Feeding momi fir a high-nitrogen general feed and growing it in too little sun — you get a big leafy plant and almost no flowers.

The fix — how to get momi fir to flower

  1. Maximise sun. Give momi fir the sunniest spot you have — for most bedding and fruiting plants, more direct light directly means more flowers.
  2. Switch the feed. Move off high-nitrogen feeds and use a higher-potassium "bloom" or tomato-type feed as it comes into flower.
  3. Deadhead regularly. Remove spent flowers often to keep it producing more rather than stopping to set seed.
  4. Water consistently. Keep moisture even through budding and flowering — drought-then-flood swings make buds drop.

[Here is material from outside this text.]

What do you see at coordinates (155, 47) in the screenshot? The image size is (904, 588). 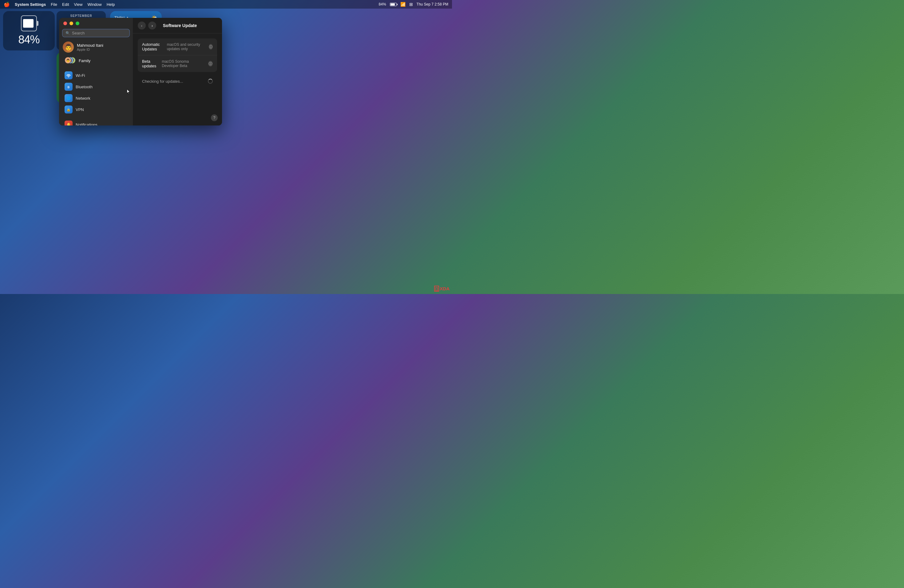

Light and feeding do most of the heavy lifting here. Dial in the spot with the light guide for momi fir and get the feeding right with the momi fir fertilising schedule — the wrong feed (too much nitrogen) is one of the most common silent reasons a healthy plant makes leaves instead of flowers.

Bloom season and what to expect

Momi Fir flowers across its growing season (mostly summer) and, kept fed and deadheaded, can bloom for many weeks or right up to frost.

Post-bloom care so it flowers again

Deadhead, keep feeding lightly, and many will rebloom; collect seed from the best plants at the end of the season if you want to grow them again.

For everything else this plant needs day to day, see the full momi fir care brief and its watering schedule — a stressed, badly watered plant rarely has the energy to flower at all.

Momi Fir blooming — frequently asked questions

Why won't my momi fir flower?

Momi Fir blooms on the season's growth given enough sun, warmth and the right feed — there is no cold or photoperiod trick, just good growing conditions and a bloom-leaning feed. The most common reason it is not happening: Too little sun — most of these need full sun (or very bright light) to flower well; shade gives leaves, not blooms.

How do I make momi fir bloom?

Give momi fir the sunniest spot you have — for most bedding and fruiting plants, more direct light directly means more flowers. Move off high-nitrogen feeds and use a higher-potassium "bloom" or tomato-type feed as it comes into flower.

When does momi fir normally bloom?

Momi Fir flowers across its growing season (mostly summer) and, kept fed and deadheaded, can bloom for many weeks or right up to frost.

What should I do with momi fir after it flowers?

Deadhead, keep feeding lightly, and many will rebloom; collect seed from the best plants at the end of the season if you want to grow them again.

What is the single biggest mistake stopping momi fir flowering?

Feeding momi fir a high-nitrogen general feed and growing it in too little sun — you get a big leafy plant and almost no flowers.